Bahrain to review military court verdicts
Decision comes one day after security forces clashed with opposition protesters at funeral outside Manama.
Bahrain says it will set up a judicial panel to review some verdicts a military court issued over anti-government demonstrations led last year by members of the country’s Shia majority.
A statement on the official BNA news agency said on Monday that the move came in response to the recommendations of an inquiry Bahrain commissioned into the turmoil.
Military courts issued at least five death sentences and sentenced some opposition leaders to life terms for organising protests after last year’s unrest, which came as protest movements swept across the Arab world. The Shia-led protests in Bahrain were crushed by the country’s Sunni government.
The United States, which harbours its Fifth Fleet in Bahrain, has said a $53m arms sale to the island kingdom depends on its response to the recommendations of the inquiry, which found detainees had been systematically abused and in some cases tortured to death.
Monday’s statement said judges from civilian courts would be part of a body reviewing verdicts issued by the military tribunal that were not subject to appeal.
Rulings subject to review would include convictions for statements that did not amount to incitement to violence, it said.
The inquiry had criticised such convictions as punishing free speech.
‘National Safety’
The National Safety tribunals, in which Bahrain prosecuted some of the more than 1,000 people detained in the aftermath of protests that rocked the kingdom in February, did not initially allow appeals.
Bahrain subsequently transferred some of the cases to civilian courts and allowed them to hear appeals of verdicts handed down by the military tribunals.
Separately, BNA said the head of the body charged with implementing the recommendations of the inquiry was continuing to work, apparently responding to a report in the opposition Al Wasat daily that he had resigned.
The inquiry dismissed Bahrain’s claim that Shia Iran had stoked unrest through its co-religionists, who complain of discrimination in access to land and state employment.
Continued clashes
Riot police in Bahrain fired tear gas, rubber bullets and stun grenades as they clashed on Sunday with hundreds of opposition supporters following the politically charged funeral of a 15-year-old boy.
Thousands of opposition supporters carrying Bahraini flags and chanting anti-government slogans converged on Sunday on the island of Sitra, south of the capital Manama, to mourn the death of Sayed Hashim Saeed.
Police earlier tried to seal off the site of the funeral to prevent crowds from gathering. The opposition says the teenager died on Saturday after a tear gas canister fired at close range hit him in the chest.
Also on Sunday, Bahrain’s new police chief announced that the kingdom would hire an additional 500 police officers “from all sections of Bahrain society”, according to a statement from the country’s Information Affairs Authority.
The government has pledged to undertake reforms following the release of a report in November that outlined human rights abuses carried out by the government during this year’s unrest.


■ **Exercise goal**
Taking the line with "Describe the element at coordinates (142, 33)" as the first and the line with "What do you see at coordinates (236, 236)" as the last, set down exactly every line in that range from the entries below, and no more.
· · · · ·
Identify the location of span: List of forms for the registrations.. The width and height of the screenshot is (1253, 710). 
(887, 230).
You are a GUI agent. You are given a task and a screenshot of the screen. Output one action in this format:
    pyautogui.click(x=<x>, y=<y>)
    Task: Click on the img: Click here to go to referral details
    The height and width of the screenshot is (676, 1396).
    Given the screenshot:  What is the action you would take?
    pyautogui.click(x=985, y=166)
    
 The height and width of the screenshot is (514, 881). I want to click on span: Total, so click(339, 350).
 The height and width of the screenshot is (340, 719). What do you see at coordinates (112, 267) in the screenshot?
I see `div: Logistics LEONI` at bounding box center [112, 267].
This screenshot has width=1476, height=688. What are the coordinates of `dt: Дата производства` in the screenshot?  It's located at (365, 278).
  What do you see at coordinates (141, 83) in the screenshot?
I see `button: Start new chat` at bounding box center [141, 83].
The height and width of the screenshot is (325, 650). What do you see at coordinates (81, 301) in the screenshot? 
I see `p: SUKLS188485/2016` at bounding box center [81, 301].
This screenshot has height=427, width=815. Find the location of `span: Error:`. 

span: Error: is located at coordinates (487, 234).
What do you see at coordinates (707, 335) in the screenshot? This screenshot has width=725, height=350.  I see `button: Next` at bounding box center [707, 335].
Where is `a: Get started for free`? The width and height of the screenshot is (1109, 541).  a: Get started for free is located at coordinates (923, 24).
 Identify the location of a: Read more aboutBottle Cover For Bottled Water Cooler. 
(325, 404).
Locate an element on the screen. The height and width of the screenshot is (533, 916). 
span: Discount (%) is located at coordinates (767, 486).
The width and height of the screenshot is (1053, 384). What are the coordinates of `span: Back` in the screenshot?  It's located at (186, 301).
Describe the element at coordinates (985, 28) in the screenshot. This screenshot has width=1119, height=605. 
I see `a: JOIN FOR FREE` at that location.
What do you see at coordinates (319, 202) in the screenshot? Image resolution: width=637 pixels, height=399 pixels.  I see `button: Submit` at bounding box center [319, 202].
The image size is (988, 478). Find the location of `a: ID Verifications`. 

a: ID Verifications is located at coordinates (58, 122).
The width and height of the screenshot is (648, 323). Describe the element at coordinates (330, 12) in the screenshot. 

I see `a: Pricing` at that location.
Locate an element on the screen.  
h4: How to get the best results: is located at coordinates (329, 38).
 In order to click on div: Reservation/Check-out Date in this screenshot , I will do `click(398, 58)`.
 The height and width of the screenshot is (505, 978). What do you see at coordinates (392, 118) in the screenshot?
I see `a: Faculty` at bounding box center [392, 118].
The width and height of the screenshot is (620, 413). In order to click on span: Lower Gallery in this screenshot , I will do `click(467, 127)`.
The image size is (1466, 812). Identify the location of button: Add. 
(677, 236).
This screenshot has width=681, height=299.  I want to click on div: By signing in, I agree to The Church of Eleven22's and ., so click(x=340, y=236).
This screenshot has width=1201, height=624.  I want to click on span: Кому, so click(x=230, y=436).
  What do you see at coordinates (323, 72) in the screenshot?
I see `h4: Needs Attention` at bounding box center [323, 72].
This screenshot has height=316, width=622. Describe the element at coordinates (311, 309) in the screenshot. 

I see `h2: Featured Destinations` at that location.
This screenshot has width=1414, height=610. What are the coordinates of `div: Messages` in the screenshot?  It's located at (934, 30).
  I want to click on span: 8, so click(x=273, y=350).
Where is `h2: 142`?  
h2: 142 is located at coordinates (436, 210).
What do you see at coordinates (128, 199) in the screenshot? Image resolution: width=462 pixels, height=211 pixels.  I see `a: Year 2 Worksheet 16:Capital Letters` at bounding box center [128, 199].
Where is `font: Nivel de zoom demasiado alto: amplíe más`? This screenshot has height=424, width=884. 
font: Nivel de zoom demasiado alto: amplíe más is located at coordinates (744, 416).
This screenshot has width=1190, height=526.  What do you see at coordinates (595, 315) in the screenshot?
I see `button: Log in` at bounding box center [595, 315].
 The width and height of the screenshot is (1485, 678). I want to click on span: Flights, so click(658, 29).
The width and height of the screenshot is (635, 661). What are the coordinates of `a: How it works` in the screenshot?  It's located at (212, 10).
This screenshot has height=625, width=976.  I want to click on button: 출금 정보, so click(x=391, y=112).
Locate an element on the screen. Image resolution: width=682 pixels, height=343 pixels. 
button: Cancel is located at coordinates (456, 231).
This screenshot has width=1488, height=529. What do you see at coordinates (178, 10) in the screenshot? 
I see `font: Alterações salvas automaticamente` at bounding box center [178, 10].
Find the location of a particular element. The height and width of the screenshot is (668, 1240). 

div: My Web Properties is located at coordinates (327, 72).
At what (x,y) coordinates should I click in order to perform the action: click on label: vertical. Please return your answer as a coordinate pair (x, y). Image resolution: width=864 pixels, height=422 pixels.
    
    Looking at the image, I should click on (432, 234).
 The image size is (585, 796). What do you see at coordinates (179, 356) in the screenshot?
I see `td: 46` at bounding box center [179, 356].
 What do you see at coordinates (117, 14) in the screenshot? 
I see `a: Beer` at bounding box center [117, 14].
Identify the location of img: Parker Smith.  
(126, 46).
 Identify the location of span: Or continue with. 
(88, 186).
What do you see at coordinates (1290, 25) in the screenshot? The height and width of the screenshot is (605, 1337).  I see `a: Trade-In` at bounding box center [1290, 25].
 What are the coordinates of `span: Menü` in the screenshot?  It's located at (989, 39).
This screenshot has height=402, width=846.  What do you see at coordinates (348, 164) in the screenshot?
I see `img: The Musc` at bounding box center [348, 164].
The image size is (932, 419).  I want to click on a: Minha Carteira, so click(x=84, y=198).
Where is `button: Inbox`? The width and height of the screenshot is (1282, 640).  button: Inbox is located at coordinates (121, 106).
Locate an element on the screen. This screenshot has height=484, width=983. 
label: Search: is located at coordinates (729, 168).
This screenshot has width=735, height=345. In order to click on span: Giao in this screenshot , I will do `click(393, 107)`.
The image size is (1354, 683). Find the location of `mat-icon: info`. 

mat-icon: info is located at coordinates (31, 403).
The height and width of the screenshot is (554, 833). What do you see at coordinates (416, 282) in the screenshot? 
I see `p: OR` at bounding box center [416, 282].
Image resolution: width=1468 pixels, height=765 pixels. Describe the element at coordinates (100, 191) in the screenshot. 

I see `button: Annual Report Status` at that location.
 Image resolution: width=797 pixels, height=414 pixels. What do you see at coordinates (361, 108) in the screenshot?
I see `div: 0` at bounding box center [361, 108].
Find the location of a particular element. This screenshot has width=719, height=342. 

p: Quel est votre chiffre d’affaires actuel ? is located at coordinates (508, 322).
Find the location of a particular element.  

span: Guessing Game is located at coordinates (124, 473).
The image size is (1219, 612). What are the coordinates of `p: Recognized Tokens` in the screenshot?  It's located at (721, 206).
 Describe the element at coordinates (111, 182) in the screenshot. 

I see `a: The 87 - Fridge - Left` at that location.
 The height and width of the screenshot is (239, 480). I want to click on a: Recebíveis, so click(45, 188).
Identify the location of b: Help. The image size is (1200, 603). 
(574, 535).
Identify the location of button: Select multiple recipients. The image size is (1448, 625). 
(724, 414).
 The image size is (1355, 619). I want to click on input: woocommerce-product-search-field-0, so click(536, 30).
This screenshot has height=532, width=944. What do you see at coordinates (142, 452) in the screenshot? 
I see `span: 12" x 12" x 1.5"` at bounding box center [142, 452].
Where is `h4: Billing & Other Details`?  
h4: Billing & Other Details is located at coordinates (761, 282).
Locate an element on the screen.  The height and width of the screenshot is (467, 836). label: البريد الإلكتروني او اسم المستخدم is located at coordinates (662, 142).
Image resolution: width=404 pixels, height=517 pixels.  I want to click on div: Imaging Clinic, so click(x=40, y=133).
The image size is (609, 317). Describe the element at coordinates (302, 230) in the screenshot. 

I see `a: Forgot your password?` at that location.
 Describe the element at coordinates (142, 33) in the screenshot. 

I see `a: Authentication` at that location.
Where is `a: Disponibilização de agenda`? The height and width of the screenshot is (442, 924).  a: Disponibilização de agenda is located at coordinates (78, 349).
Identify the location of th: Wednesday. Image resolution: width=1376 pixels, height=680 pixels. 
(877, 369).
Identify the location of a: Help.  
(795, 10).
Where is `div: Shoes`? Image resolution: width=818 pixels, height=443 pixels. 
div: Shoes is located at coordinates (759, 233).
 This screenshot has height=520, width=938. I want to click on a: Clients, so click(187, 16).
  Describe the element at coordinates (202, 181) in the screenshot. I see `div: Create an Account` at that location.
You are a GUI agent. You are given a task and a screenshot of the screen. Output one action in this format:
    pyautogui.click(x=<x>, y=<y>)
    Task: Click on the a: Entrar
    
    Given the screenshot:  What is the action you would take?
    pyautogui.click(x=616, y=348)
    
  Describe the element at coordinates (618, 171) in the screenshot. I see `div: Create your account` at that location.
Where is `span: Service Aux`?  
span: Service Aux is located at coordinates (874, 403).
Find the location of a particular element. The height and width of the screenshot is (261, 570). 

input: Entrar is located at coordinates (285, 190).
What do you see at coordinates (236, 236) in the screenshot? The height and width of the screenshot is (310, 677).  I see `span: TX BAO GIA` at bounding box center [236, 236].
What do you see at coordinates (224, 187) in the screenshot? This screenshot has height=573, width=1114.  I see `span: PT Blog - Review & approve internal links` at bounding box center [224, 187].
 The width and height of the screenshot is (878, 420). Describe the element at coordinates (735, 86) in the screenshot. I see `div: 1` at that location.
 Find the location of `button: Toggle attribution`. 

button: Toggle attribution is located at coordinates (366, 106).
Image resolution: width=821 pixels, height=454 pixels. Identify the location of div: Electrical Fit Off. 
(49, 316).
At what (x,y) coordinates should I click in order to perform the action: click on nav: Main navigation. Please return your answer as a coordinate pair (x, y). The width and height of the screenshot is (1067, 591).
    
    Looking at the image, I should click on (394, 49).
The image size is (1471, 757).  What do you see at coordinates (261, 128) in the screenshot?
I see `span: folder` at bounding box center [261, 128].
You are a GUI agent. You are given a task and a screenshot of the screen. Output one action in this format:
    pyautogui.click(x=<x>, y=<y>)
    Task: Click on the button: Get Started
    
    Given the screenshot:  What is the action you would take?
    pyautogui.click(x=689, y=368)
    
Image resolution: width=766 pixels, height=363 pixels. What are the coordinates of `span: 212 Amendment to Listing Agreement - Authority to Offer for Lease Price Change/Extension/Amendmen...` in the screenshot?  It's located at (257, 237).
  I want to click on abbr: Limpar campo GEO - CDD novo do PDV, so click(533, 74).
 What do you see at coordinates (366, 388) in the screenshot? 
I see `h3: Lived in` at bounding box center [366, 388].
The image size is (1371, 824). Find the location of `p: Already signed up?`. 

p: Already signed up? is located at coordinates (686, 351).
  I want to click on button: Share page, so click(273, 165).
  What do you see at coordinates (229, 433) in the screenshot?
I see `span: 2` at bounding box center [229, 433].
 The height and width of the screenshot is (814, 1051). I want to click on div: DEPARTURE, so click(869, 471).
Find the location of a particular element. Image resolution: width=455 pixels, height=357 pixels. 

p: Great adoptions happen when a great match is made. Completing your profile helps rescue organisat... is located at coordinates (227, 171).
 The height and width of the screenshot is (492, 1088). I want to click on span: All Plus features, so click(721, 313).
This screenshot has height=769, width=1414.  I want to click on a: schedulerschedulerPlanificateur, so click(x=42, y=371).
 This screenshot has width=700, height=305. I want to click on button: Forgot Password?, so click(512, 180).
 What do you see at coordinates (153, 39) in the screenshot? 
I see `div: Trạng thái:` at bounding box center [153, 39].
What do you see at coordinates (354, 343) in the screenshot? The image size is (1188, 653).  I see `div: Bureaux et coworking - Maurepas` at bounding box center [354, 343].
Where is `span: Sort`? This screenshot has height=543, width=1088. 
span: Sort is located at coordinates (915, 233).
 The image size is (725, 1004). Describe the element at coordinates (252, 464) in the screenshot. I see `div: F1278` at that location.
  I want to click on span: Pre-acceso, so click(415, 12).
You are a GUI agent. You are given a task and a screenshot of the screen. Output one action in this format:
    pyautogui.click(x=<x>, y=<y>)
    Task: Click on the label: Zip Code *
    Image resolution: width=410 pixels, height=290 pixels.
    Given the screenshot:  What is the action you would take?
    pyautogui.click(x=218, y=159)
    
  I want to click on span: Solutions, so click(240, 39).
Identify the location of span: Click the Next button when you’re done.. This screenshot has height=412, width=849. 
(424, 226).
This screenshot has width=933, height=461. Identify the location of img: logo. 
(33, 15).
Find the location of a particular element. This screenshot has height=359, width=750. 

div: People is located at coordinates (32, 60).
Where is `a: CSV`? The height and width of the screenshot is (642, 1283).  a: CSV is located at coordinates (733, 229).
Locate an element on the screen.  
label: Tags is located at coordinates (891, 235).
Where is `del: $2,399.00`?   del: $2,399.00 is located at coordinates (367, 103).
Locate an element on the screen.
· · · · ·
■ **Answer box**
 Describe the element at coordinates (142, 33) in the screenshot. 

I see `a: Authentication` at that location.
Where is `a: Disponibilização de agenda`? The height and width of the screenshot is (442, 924).  a: Disponibilização de agenda is located at coordinates (78, 349).
Identify the location of th: Wednesday. Image resolution: width=1376 pixels, height=680 pixels. 
(877, 369).
Identify the location of a: Help.  
(795, 10).
Where is `div: Shoes`? Image resolution: width=818 pixels, height=443 pixels. 
div: Shoes is located at coordinates (759, 233).
 This screenshot has height=520, width=938. I want to click on a: Clients, so click(187, 16).
  Describe the element at coordinates (202, 181) in the screenshot. I see `div: Create an Account` at that location.
You are a GUI agent. You are given a task and a screenshot of the screen. Output one action in this format:
    pyautogui.click(x=<x>, y=<y>)
    Task: Click on the a: Entrar
    
    Given the screenshot:  What is the action you would take?
    pyautogui.click(x=616, y=348)
    
  Describe the element at coordinates (618, 171) in the screenshot. I see `div: Create your account` at that location.
Where is `span: Service Aux`?  
span: Service Aux is located at coordinates (874, 403).
Find the location of a particular element. The height and width of the screenshot is (261, 570). 

input: Entrar is located at coordinates (285, 190).
What do you see at coordinates (236, 236) in the screenshot? The height and width of the screenshot is (310, 677).  I see `span: TX BAO GIA` at bounding box center [236, 236].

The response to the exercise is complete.